5. Map fields to Salesforce

Add Workato's Salesforce → Update record action after the verification step. Because crmRecordId is already the Salesforce Account or Opportunity Id, you skip the usual "Search records" lookup entirely:

# Field map for the Salesforce "Update record" action.
# Lookup is by Id — no SOQL query required because crmRecordId is already the
# Salesforce Account / Opportunity Id.

Object         : Account
Record Id      : webhook.body.crmRecordId

FML_Case_Id__c        : webhook.body.caseId
FML_Status__c         : webhook.body.outcome             # case.decision.made
FML_Decision_At__c    : webhook.body.decidedAt           # ISO 8601 → datetime
FML_Customer_Email__c : webhook.body.customerEmail

For multi-event recipes, branch on webhook.headers["x-fml-event"] with a Workato If step and update different field sets per event. The minimum useful set is one branch per event you subscribed to.

6. Use crmRecordId to skip the lookup

The whole point of crmRecordId is to remove the SOQL query that a naive recipe would otherwise need on every single event. The pattern is:

  1. If webhook.body.crmRecordId is present, route directly to Salesforce → Update record, passing it as the Record Id.
  2. If it is null (first-ever event for the case), route to Salesforce → Create record, then immediately POST the new Salesforce Id back to FML (see §7) so future events arrive pre-populated.

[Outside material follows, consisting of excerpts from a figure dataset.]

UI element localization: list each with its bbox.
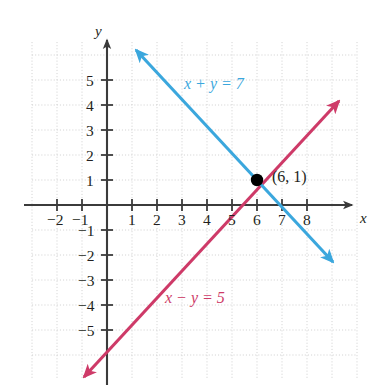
y-tick-label--3: −3 — [78, 273, 95, 289]
y-tick-label--1: −1 — [78, 223, 95, 239]
x-tick-label-8: 8 — [303, 212, 311, 228]
intersection-point-dot — [251, 174, 263, 186]
red-equation-label: x − y = 5 — [165, 290, 225, 306]
y-tick-label-5: 5 — [86, 73, 94, 89]
intersection-point-label: (6, 1) — [272, 169, 307, 185]
y-tick-label-3: 3 — [86, 123, 94, 139]
x-axis-label: x — [360, 211, 367, 226]
y-tick-label-1: 1 — [86, 173, 94, 189]
x-tick-label-7: 7 — [278, 212, 286, 228]
x-tick-label--2: −2 — [47, 212, 64, 228]
x-tick-label-2: 2 — [153, 212, 161, 228]
x-tick-label-1: 1 — [128, 212, 136, 228]
x-tick-label-5: 5 — [228, 212, 236, 228]
x-tick-label-4: 4 — [203, 212, 211, 228]
blue-equation-label: x + y = 7 — [184, 76, 244, 92]
x-tick-label-3: 3 — [178, 212, 186, 228]
y-tick-label--5: −5 — [78, 323, 95, 339]
y-tick-label--4: −4 — [78, 298, 95, 314]
y-axis-label: y — [95, 24, 102, 39]
y-tick-label-2: 2 — [86, 148, 94, 164]
y-tick-label--2: −2 — [78, 248, 95, 264]
graph-figure: −2 −1 1 2 3 4 5 6 7 8 5 4 3 2 1 −1 −2 −3… — [0, 0, 384, 392]
x-tick-label-6: 6 — [253, 212, 261, 228]
coordinate-plane-svg — [0, 0, 384, 392]
y-tick-label-4: 4 — [86, 98, 94, 114]
line-x-minus-y-equals-5 — [84, 101, 339, 377]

This keeps every steady-state recipe run to a single Salesforce API call and one HMAC check — well inside Workato's per-job execution budget and FML's 10-second response window.

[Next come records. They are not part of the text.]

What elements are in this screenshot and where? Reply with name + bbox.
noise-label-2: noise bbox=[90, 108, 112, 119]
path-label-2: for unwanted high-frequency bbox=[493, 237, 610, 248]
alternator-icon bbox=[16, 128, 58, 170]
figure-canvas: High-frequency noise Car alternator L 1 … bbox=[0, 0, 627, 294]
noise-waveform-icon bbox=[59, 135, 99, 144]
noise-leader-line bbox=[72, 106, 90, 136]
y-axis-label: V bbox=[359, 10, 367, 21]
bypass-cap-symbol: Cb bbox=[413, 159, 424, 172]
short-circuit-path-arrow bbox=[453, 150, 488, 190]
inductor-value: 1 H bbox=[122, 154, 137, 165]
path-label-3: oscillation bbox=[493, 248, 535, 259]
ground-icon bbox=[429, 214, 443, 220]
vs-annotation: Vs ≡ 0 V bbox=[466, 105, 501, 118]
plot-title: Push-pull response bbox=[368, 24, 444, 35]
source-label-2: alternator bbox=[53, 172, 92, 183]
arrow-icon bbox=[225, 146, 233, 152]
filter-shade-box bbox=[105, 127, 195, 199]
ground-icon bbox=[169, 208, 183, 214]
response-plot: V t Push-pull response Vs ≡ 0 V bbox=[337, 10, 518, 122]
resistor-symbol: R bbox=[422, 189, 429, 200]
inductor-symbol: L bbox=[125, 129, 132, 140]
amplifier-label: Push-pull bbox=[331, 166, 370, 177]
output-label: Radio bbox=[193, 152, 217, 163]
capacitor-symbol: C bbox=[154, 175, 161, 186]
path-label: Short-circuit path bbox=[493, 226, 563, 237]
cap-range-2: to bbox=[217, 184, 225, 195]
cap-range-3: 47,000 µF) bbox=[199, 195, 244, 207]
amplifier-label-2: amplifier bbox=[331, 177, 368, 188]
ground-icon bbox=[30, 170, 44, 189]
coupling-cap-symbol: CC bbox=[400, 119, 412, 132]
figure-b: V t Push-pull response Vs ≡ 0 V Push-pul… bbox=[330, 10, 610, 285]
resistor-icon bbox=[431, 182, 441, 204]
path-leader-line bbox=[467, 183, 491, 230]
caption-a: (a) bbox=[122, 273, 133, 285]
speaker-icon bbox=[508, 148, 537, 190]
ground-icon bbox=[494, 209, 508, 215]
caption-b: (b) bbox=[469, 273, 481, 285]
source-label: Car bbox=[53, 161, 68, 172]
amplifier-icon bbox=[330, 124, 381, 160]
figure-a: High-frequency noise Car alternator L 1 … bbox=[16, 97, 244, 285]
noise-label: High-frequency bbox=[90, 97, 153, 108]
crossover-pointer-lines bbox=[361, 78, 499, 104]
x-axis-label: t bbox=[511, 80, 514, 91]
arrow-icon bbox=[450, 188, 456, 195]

7. Round-trip the Salesforce Id back to FML

The first time a case is created in Workato, your recipe inserts a Salesforce Account and gets back a Salesforce Id. Send that Id back to FML once and every subsequent webhook for the same case arrives with crmRecordId populated. Use Workato's built-in HTTP connector:

# Recipe branch when crmRecordId is null (first-ever event for the case).
# 1. Salesforce → "Create record" → Account, with Name = webhook.body.companyName
# 2. HTTP connector → POST back to FML so future events arrive with crmRecordId set.

Method  : POST
URL     : https://app.firstmilelabs.com/api/cases/{webhook.body.caseId}/crm-record-id
Headers :
  Authorization : Bearer {account_property("fml_api_token")}
  Content-Type  : application/json
Body    :
  {
    "crmRecordId": "{salesforce.create_account.Id}"
  }

Store your FML API token on the same Workato connection as the webhook secret (e.g. account_property("fml_api_token")) so it does not get checked into the recipe definition.

8. Error handling & retries

FML retries failed deliveries five times on a fixed schedule (1s, 5s, 30s, 5m, 30m) and records every attempt in Outbound Webhooks → Recent Deliveries. Workato gives you the same in reverse for the Salesforce leg:

  • Wrap the Salesforce action in Workato's Monitor error block to catch transient Salesforce errors (rate limits, lock contention) and let Workato's built-in job retries replay them.
  • Return a non-2xx from the recipe (e.g. via Error → Stop job with error) whenever HMAC verification fails or a downstream step is unrecoverable. FML will see the non-2xx and retry on the schedule above; if the underlying problem is permanent the delivery will surface as Failed in the FML dashboard after the fifth attempt and you can press Redeliver once it is fixed.
  • Make the recipe idempotent — the combination of event + caseId + timestamp is the natural dedup key. Pair this with the Salesforce External Id field type on FML_Case_Id__c so an upsert is safe even when an event is replayed by a Workato or FML retry.
  • Wire Workato's Job report email or its native error-monitor integration into the same channel your team already uses for iPaaS incidents. There is nothing FML-specific to configure here — the standard Workato observability is sufficient.